A "WALTER Mitty"-style con-man duped a Farnham film director's wife out of £35,000, causing the film director to burn down premises rented by the conman's wife and himself be jailed, a court heard last Friday. Fantasist David Port, 51, spent his ill-gotten gains on paying off large debts, luxury breaks, bills and lunches.
He appeared before Guildford Crown Court for sentence having earlier pleaded guilty to obtaining money transfer by deception. Derek Zeitlin, prosecuting, said Port first contacted Melloney Roffe-Barker – whose husband won acclaim for the award-winning film Asylum – in 1998, offering to raise funds for the Farnham Film Company.
He claimed he was a retired investment banker, but the money promised by Port, who was living in the US at the time, never appeared.
Mr Zeitlin said: "There then was no further contact until March 2002 and on that occasion he began to develop a friendship with Mrs Roffe-Barker. This was in order to obtain funds from her by way of fraud."
Port claimed a company run by a friend was in need of a £10,000 deposit and was prepared to pay £5,000 by way of commission.
Mrs Roffe-Barker trusted him sufficiently to transfer £10,000. One month later the money was repaid with the £5,000 in addition.
But, said Mr Zeitlin, the money was paid back from £40,000 which Mrs Roffe-Barker parted with in a further scheme which Port claimed involved no risk at all.
"She was going to open an account in her own bank and put in £40,000. It would be used to guarantee monies going to go or be lent to a third party," Mr Zeitlin said.
"She was persuaded by Mr Port to part with £40,000. She was expecting the money to be repaid very shortly."
Despite numerous requests for the money and token offers by Port of £5,000 and emails reporting it had been paid, Mrs Roffe-Barker received nothing.
Port fobbed her off with a forged cheque on one occasion and on another produced a cheque from his wife's account for £40,000 which bounced. Eventually the victim went to the police to complain and Port was arrested.
Mr Zeitlin said: "She was running into financial trouble and on May 14, 2003 her husband, Nigel, went and set fire to the premises the defendant's wife rented.
"He pleaded guilty to that and received a sentence of two years." Following his arrest, Port admitted that he owed the money but said he had intended to repay it.
He said he had invested £22,500 with a friend and the rest had gone on general living expenses. He claimed it had been a loan. He later said that the claim of giving the money to a friend was untrue.
"He said he had been suffering from paranoia at that time because he had been smoking cannabis. The drug had been found on him when he was arrested."
The court heard Port had been imprisoned before for obtaining money by deception following misrepresentations he made to a bank in 1989.
Robin Pawson, defending Port, said: "Mr Port was £2,000 overdrawn when he received £10,000 from Mrs Roffe-Barker. The money was not spent on high living. That money was frittered away on subscriptions, bill payments and hotels."
Mr Pawson continued: "Mr Port must have known on any view he was going to be caught. He had no means of repaying that money." Judge Derek Inman, sentencing him to two years in jail, said it was an unpleasant offence against a person the defendant had befriended.
"The tragic side effect was that her husband got so frustrated that he went round and set fire to your house. As a result he spent two years in prison," he said.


Exercise -
Using the word "square" as the filter, copy each matching line from the records.

───── Exercise data ─────

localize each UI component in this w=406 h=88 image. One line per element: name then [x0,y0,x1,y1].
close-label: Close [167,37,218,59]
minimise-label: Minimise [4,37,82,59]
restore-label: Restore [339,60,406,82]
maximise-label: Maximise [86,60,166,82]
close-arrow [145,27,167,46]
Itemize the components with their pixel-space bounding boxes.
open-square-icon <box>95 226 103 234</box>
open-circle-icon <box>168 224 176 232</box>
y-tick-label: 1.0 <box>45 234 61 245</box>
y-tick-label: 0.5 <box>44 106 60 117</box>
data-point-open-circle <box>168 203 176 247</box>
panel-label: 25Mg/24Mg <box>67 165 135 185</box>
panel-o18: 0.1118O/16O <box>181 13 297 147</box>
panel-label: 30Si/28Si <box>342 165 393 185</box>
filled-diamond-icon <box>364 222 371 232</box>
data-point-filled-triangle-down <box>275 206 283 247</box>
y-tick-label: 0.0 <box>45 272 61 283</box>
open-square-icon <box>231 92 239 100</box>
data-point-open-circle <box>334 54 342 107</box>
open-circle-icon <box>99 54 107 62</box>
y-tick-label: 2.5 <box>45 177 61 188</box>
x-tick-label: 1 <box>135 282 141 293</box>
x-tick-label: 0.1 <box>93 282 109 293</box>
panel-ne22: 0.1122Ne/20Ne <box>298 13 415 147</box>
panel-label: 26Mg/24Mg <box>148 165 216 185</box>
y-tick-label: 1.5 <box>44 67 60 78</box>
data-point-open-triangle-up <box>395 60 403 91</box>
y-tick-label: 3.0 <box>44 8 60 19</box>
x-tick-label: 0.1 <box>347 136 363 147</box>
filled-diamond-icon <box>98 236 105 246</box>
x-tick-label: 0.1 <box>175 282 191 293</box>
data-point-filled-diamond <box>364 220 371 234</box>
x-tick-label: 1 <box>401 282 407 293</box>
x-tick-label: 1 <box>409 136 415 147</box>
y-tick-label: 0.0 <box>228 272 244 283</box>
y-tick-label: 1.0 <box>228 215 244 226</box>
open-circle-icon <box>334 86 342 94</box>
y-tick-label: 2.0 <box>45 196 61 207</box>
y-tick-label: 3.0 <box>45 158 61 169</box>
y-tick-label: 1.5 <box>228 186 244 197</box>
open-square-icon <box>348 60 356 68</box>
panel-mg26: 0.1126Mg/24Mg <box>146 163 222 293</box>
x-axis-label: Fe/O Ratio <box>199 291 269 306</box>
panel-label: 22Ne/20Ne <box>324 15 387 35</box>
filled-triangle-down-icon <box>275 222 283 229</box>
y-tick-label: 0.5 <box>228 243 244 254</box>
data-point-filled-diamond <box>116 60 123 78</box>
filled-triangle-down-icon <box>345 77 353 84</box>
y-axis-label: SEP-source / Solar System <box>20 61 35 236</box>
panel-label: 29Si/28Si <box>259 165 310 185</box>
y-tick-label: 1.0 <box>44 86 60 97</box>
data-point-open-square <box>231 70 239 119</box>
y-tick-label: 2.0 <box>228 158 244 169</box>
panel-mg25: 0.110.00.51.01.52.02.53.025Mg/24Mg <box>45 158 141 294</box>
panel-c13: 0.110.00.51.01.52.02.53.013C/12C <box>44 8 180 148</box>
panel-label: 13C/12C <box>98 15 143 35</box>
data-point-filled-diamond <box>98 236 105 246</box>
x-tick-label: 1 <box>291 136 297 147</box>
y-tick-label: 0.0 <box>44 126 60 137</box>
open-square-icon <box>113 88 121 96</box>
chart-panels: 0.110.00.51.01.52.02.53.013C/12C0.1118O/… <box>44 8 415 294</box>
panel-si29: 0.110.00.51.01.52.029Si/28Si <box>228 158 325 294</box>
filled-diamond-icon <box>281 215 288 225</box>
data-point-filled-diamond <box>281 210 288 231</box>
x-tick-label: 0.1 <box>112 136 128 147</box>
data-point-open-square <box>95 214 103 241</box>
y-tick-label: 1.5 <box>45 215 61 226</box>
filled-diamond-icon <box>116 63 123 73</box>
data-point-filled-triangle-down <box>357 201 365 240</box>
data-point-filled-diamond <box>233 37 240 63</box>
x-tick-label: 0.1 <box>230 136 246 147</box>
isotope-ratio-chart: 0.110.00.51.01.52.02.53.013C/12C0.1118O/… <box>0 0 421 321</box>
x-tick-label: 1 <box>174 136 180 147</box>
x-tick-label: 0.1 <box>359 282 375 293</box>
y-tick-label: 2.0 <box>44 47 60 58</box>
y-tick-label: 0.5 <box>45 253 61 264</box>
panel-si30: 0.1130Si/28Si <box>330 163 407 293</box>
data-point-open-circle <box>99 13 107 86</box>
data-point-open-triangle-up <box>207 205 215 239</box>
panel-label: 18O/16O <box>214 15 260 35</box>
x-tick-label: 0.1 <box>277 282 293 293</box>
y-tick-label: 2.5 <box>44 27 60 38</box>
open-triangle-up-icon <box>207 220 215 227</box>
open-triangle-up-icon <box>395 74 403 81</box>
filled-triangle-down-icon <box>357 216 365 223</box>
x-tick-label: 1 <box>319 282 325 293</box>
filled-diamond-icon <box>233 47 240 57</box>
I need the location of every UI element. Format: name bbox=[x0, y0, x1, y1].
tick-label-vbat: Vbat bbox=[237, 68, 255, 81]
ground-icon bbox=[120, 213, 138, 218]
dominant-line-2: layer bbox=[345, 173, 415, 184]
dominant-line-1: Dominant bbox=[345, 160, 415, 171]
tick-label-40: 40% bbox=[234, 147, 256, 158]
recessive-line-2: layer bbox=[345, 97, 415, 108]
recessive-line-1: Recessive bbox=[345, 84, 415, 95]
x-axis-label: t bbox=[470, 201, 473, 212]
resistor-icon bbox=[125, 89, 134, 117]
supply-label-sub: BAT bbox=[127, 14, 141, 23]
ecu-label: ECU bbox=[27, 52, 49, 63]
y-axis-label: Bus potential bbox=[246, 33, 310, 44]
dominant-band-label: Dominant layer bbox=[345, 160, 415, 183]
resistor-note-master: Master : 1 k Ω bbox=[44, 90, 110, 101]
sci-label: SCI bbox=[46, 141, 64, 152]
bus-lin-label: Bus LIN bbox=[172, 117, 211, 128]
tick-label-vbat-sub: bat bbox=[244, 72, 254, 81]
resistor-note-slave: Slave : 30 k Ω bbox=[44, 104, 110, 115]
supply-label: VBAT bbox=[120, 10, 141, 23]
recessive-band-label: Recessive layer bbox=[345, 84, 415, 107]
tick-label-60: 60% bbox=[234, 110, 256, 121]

─────

Your solution -
open-square-icon <box>95 226 103 234</box>
open-square-icon <box>231 92 239 100</box>
open-square-icon <box>348 60 356 68</box>
data-point-open-square <box>231 70 239 119</box>
open-square-icon <box>113 88 121 96</box>
data-point-open-square <box>95 214 103 241</box>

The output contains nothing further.